Big Eyes

When she was in art school in Nashville after World War II, Peggy Doris Hawkins (later Margaret Keane, played here by the luminous Amy Adams) began painting what would become her signature style — portraits of sad, saucer-eyed waifs, often crying, with no one except an occasional kitten for company. “Eyes,” as Shakespeare said and Margaret liked to quote, “are windows to the soul,” and she longed to have her art touch lots of people.

Alas, even Margaret’s amazing productivity couldn’t break through one of the stoniest walls in the commercial art world at that time — “people just don’t buy lady art.” “What about Georgia O’Keeffe?” Margaret wondered. Oh, she was the exception that proved the rule — and besides, she was the lover of a famous, rich man who mentored her career.

In the late ’50s, Margaret flees an abusive marriage, and she and her daughter land in Beatnik paradise in North Beach, San Francisco. At a weekend art walk, she’s chatted up by fellow exhibitor Walter Keane (Christoph Waltz). A real-estate developer by day, Walter claims he studied at the prestigious Beaux-Arts school, which is why he paints so many views of Paris. After a whirlwind romance, Walter persuades Margaret to marry him. As a sweet Southern belle, she has no antennae for a fraudster like Walter, and, as she explains to her worried friend DeeAnn (Krysten Ritter), “I’m a divorcée with a child to support.”

Walter convinces the owner of the famous Hungry i music/comedy club to let him rent wall space to display his Parisian street scenes. And why not add a few of the paintings his pretty little wife does? They both sign their work “Keane,” so who would care if it’s mere “lady art?”

To everyone’s surprise, the Big Eyes paintings sell like flyaway circus balloons. Walter uses a gullible gossip columnist (Danny Huston) to build up buzz on the Big Eyes art, making Walter a celebrity and putting enormous pressure on Margaret to keep churning out work. So what if serious art critics, especially the New York Times’ James Canady (Terence Stamp), detest Big Eyes? What do ordinary Americans care about the opinions of big-city effetes?

In a stroke of evil genius, Walter transforms the art world. He treats Margaret’s portraits not as precious treasures but as widgets reproducing themselves on an assembly line.

Only one person can have an original Keane painting, but millions can have poster copies. He “takes pictures of the paintings,” a jealous gallery owner (Jason Schwartzman) whines, “and then makes postcards of the pictures — it’s a movement!” Not even a capitalist like Andy Warhol had thought of making money this way.

The Keanes become millionaires. Walter basks in the limelight, not having one ounce of guilt that he is perpetuating one of the biggest art frauds in history. Margaret toils away in anonymity in her upstairs workshop, fearful that Walter will act on his threat to kill her if she breaks her silence. It will be years before she can get justice, and it happens in a legendary courtroom scene.

Scores of other artists imitated Margaret’s work. Even more were influenced by her. One of them was a young Disney animator from Burbank, California. He respected the Big Eyes work as “outsider” art, finding in it encouragement to snub his nose at critics. In time, this animator became film director Tim Burton, whose eerie, irreverent, often creepy style has thrilled audiences in more than a dozen live-action and animated movies, including Edward Scissorhands, (1990), Corpse Bride (2005), and Alice in Wonderland (2010).

As the director of Big Eyes, however, Burton seems to have left his “evil self” on the shelf. The movie is big and amusing, and the shots of streets full of pastel vintage automobiles are worth the price of admission. It’s terrific holiday fare. But the only thing really creepy about Big Eyes is Christoph Waltz’s mesmerizing performance as the insidious con artist Walter Keane. He’s so wonderful that, at the end of the movie, you’re kind of sorry Walter gets his due — because watching him be nasty was so much fun.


Look through the entries below and report every line that has "neck".

Records from a collection of figures
⁂

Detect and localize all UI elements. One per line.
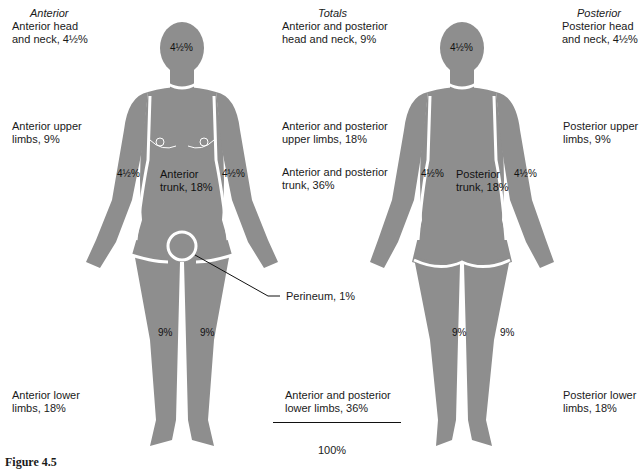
heading-posterior: Posterior [577, 7, 621, 20]
anterior-head-neck-label: Anterior head and neck, 4½% [12, 20, 88, 46]
anterior-left-leg-percent: 9% [158, 327, 172, 339]
anterior-trunk-percent: Anterior trunk, 18% [160, 168, 213, 194]
posterior-left-leg-percent: 9% [452, 327, 466, 339]
posterior-head-percent: 4½% [450, 42, 473, 54]
anterior-body [86, 22, 278, 446]
anterior-right-leg-percent: 9% [200, 327, 214, 339]
posterior-trunk-percent: Posterior trunk, 18% [456, 168, 509, 194]
totals-trunk-label: Anterior and posterior trunk, 36% [282, 166, 388, 192]
anterior-right-arm-percent: 4½% [222, 168, 245, 180]
anterior-lower-limbs-label: Anterior lower limbs, 18% [12, 389, 80, 415]
heading-totals: Totals [318, 7, 347, 20]
posterior-left-arm-percent: 4½% [421, 168, 444, 180]
posterior-head-neck-label: Posterior head and neck, 4½% [562, 20, 638, 46]
anterior-upper-limbs-label: Anterior upper limbs, 9% [12, 120, 82, 146]
posterior-right-leg-percent: 9% [500, 327, 514, 339]
heading-anterior: Anterior [30, 7, 69, 20]
perineum-callout-label: Perineum, 1% [286, 290, 355, 303]
anterior-left-arm-percent: 4½% [117, 168, 140, 180]
totals-head-neck-label: Anterior and posterior head and neck, 9% [282, 20, 388, 46]
posterior-upper-limbs-label: Posterior upper limbs, 9% [563, 120, 638, 146]
posterior-right-arm-percent: 4½% [514, 168, 537, 180]
posterior-body [370, 22, 554, 446]
figure-caption: Figure 4.5 [5, 456, 57, 468]
totals-sum-rule [273, 422, 401, 423]
totals-sum-label: 100% [318, 444, 346, 457]
posterior-lower-limbs-label: Posterior lower limbs, 18% [563, 389, 636, 415]
anterior-head-percent: 4½% [170, 42, 193, 54]
totals-lower-limbs-label: Anterior and posterior lower limbs, 36% [285, 389, 391, 415]
totals-upper-limbs-label: Anterior and posterior upper limbs, 18% [282, 120, 388, 146]
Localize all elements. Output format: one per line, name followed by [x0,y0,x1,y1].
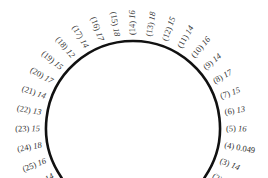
point-value: 14 [36,89,48,102]
point-id: (2) [211,171,226,178]
point-id: (15) [108,11,121,29]
point-id: (22) [16,103,34,116]
point-value: 0.049 [235,142,256,155]
point-id: (14) [127,19,137,35]
tunnel-arch-line [46,41,220,178]
point-id: (13) [143,19,156,37]
measurement-point-label: (3) 14 [218,156,241,173]
point-value: 15 [31,123,40,133]
point-value: 18 [32,139,43,151]
point-value: 18 [111,27,122,38]
measurement-point-label: (12) 15 [159,15,177,42]
measurement-point-label: (2) 13 [211,171,234,178]
point-value: 15 [230,85,241,97]
measurement-point-label: (20) 17 [29,65,56,86]
point-value: 16 [238,123,247,133]
measurement-point-label: (10) 16 [189,34,213,60]
measurement-point-label: (26) 14 [29,170,56,178]
measurement-point-label: (16) 17 [89,15,107,42]
measurement-point-label: (4) 0.049 [224,140,256,156]
measurement-point-label: (7) 15 [219,85,242,101]
point-value: 18 [146,10,157,21]
measurement-point-label: (14) 16 [127,9,137,35]
measurement-labels: (2) 13(3) 14(4) 0.049(5) 16(6) 13(7) 15(… [15,9,256,178]
point-id: (24) [16,141,34,154]
point-value: 16 [127,9,137,18]
measurement-point-label: (13) 18 [143,10,157,37]
measurement-point-label: (22) 13 [16,103,42,117]
measurement-point-label: (15) 18 [108,11,122,38]
measurement-point-label: (19) 15 [40,48,65,72]
measurement-point-label: (23) 15 [15,123,40,133]
arch-drawing: (2) 13(3) 14(4) 0.049(5) 16(6) 13(7) 15(… [0,0,268,178]
measurement-point-label: (9) 14 [201,50,224,71]
point-id: (5) [226,123,238,133]
measurement-point-label: (5) 16 [226,123,247,133]
measurement-point-label: (11) 14 [175,23,196,50]
measurement-point-label: (25) 16 [21,155,48,173]
point-id: (23) [15,123,31,133]
measurement-point-label: (17) 14 [70,23,91,50]
tunnel-arch-diagram: (2) 13(3) 14(4) 0.049(5) 16(6) 13(7) 15(… [0,0,268,178]
point-value: 17 [94,31,107,43]
measurement-point-label: (21) 14 [21,83,48,101]
point-value: 14 [230,160,242,173]
point-value: 14 [43,170,56,178]
measurement-point-label: (6) 13 [224,104,246,117]
measurement-point-label: (8) 17 [211,66,234,85]
point-value: 13 [32,106,42,117]
point-value: 13 [236,104,246,115]
measurement-point-label: (24) 18 [16,139,43,154]
point-value: 16 [36,155,48,168]
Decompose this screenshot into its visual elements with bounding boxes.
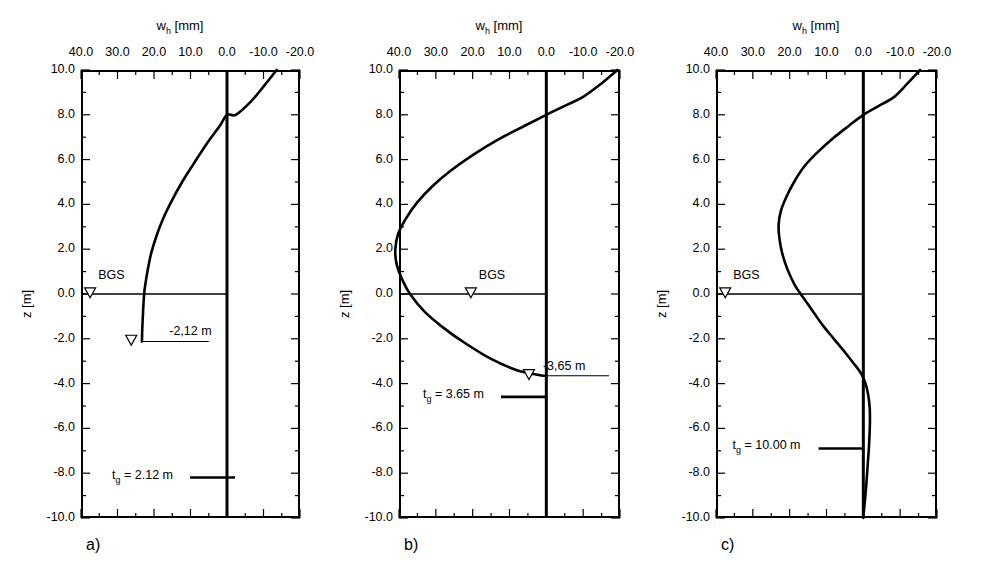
bgs-label: BGS (479, 268, 505, 282)
bgs-triangle-icon (85, 288, 96, 298)
water-table-triangle-icon (126, 335, 137, 345)
bgs-triangle-icon (465, 288, 476, 298)
y-tick-label: 6.0 (351, 152, 393, 166)
panel-caption-b: b) (404, 536, 418, 554)
y-axis-title: z [m] (654, 290, 669, 318)
x-tick-label: -20.0 (914, 45, 960, 59)
y-tick-label: -8.0 (33, 465, 75, 479)
x-axis-title: wh [mm] (157, 18, 204, 36)
legend-label: tg = 2.12 m (112, 468, 173, 485)
x-axis-title: wh [mm] (793, 18, 840, 36)
y-tick-label: -6.0 (33, 420, 75, 434)
y-tick-label: 8.0 (33, 107, 75, 121)
plot-frame (399, 70, 620, 518)
panel-caption-a: a) (86, 536, 100, 554)
water-table-label: -3,65 m (543, 359, 585, 373)
y-tick-label: -2.0 (33, 331, 75, 345)
water-table-label: -2,12 m (169, 324, 211, 338)
y-tick-label: -10.0 (668, 510, 710, 524)
legend-label: tg = 10.00 m (733, 438, 801, 455)
y-tick-label: 4.0 (33, 196, 75, 210)
y-tick-label: 0.0 (33, 286, 75, 300)
y-tick-label: 2.0 (351, 241, 393, 255)
y-tick-label: 6.0 (33, 152, 75, 166)
y-tick-label: 10.0 (351, 62, 393, 76)
bgs-label: BGS (98, 268, 124, 282)
y-tick-label: -4.0 (351, 376, 393, 390)
y-tick-label: 0.0 (668, 286, 710, 300)
y-tick-label: -2.0 (351, 331, 393, 345)
x-tick-label: -20.0 (597, 45, 643, 59)
panel-caption-c: c) (721, 536, 734, 554)
profile-curve (142, 70, 277, 341)
y-tick-label: -6.0 (668, 420, 710, 434)
bgs-label: BGS (733, 268, 759, 282)
bgs-triangle-icon (720, 288, 731, 298)
y-tick-label: 10.0 (668, 62, 710, 76)
y-tick-label: 4.0 (668, 196, 710, 210)
y-tick-label: 8.0 (351, 107, 393, 121)
y-tick-label: -2.0 (668, 331, 710, 345)
y-tick-label: 8.0 (668, 107, 710, 121)
y-tick-label: 0.0 (351, 286, 393, 300)
y-tick-label: 2.0 (668, 241, 710, 255)
y-axis-title: z [m] (337, 290, 352, 318)
profile-curve (395, 70, 617, 376)
y-tick-label: -8.0 (668, 465, 710, 479)
legend-label: tg = 3.65 m (423, 387, 484, 404)
plot-frame (81, 70, 300, 518)
y-tick-label: -10.0 (33, 510, 75, 524)
y-tick-label: -4.0 (33, 376, 75, 390)
y-axis-title: z [m] (19, 290, 34, 318)
y-tick-label: 10.0 (33, 62, 75, 76)
y-tick-label: -8.0 (351, 465, 393, 479)
x-tick-label: -20.0 (277, 45, 323, 59)
y-tick-label: 6.0 (668, 152, 710, 166)
y-tick-label: -4.0 (668, 376, 710, 390)
y-tick-label: 2.0 (33, 241, 75, 255)
x-axis-title: wh [mm] (476, 18, 523, 36)
y-tick-label: -10.0 (351, 510, 393, 524)
y-tick-label: -6.0 (351, 420, 393, 434)
y-tick-label: 4.0 (351, 196, 393, 210)
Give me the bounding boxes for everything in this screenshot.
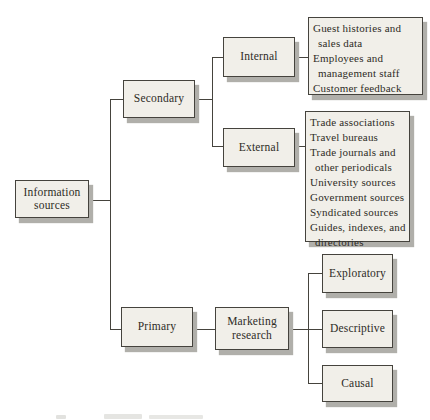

⁂

▶ Response below:
anterior-head-neck-label: Anterior head and neck, 4½% [12, 20, 88, 46]
posterior-head-neck-label: Posterior head and neck, 4½% [562, 20, 638, 46]
totals-head-neck-label: Anterior and posterior head and neck, 9% [282, 20, 388, 46]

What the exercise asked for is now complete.